All of these tools—from golden passports to shell companies—harm America’s interests by adding layers of secrecy, complexity, and burden that block efforts to track and seize illicit cash. To stop the money from keeping Iran afloat, Washington must prioritize closing these loopholes now.
The United States should bring pressure against countries issuing golden passports, demanding the immediate revocation of passports to Iranian officials, Islamic Revolutionary Guard Corps (IRGC) members, and sanctioned Iranians. This is not impossible—Dominica revoked Shamkhani’s passport. But America must also address this national security failure at home, shutting down its own golden passport program.
The United States should crack down on anonymous shell companies, both by pressuring countries with lax corporate registry laws to track the secret owners behind front companies and by addressing its own failings by fully enforcing the Corporate Transparency Act and resisting the dangerous effort to repeal the law.
America needs to push allied countries in Europe, Asia, and the Middle East to develop meaningful regulations that keep dirty money out of their luxury real estate sector while also closing domestic vulnerabilities by extending residential property disclosure requirements to commercial real estate transactions.
To stop the billion-dollar empire of Iran’s leaders, we need to cut off the ability of people like Khamenei, Ansari, and Shamkhani to hide in the shadows. Right now, too many countries, including the United States, are helping them by turning off the light.
About the Author: Josh Birembaum and Susan Soh
Josh Birenbaum is deputy director of the Center on Economic and Financial Power at the Foundation for Defense of Democracies. He is an expert on economic security and illicit finance, with a focus on corruption, anti-money laundering, and countering the financing of terrorism (AML/CFT), economic statecraft, critical supply chains, and economic power competition.
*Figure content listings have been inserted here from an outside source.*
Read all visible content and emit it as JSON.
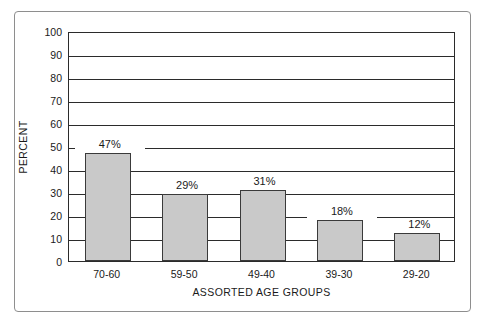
{
  "chart_data": {
    "type": "bar",
    "title": "",
    "subtitle": "",
    "xlabel": "ASSORTED AGE GROUPS",
    "ylabel": "PERCENT",
    "categories": [
      "70-60",
      "59-50",
      "49-40",
      "39-30",
      "29-20"
    ],
    "values": [
      47,
      29,
      31,
      18,
      12
    ],
    "value_labels": [
      "47%",
      "29%",
      "31%",
      "18%",
      "12%"
    ],
    "ylim": [
      0,
      100
    ],
    "yticks": [
      100,
      90,
      80,
      70,
      60,
      50,
      40,
      30,
      20,
      10,
      0
    ],
    "ytick_labels": [
      "100",
      "90",
      "80",
      "70",
      "60",
      "50",
      "40",
      "30",
      "20",
      "10",
      "0"
    ],
    "grid": "horizontal",
    "legend": "none",
    "bar_color": "#c9c9c9",
    "bar_border_color": "#3a3a3a",
    "axis_color": "#2b2b2b",
    "background": "#ffffff"
  },
  "figure": {
    "border_color": "#8e8e8e",
    "clipped_caption": ""
  }
}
Josh has appeared on Fox News, BBC Radio, Times Radio, and CBN; he has been published by The New York Post, Newsweek, National Review, The Hill, The National Interest, The Washington Examiner, Euronews, and The Telegraph.
Susan Soh is a research associate with CEFP. Her research focuses on China’s role in the global economy. Before her time at FDD, she was a Boren Scholar in Taipei, Taiwan. During her undergraduate studies, Susan interned at S&P Global Commodity Insights and an intellectual property consulting firm in Taipei. She holds a BA in international studies and Chinese from the University of Mississippi, with a minor in economics.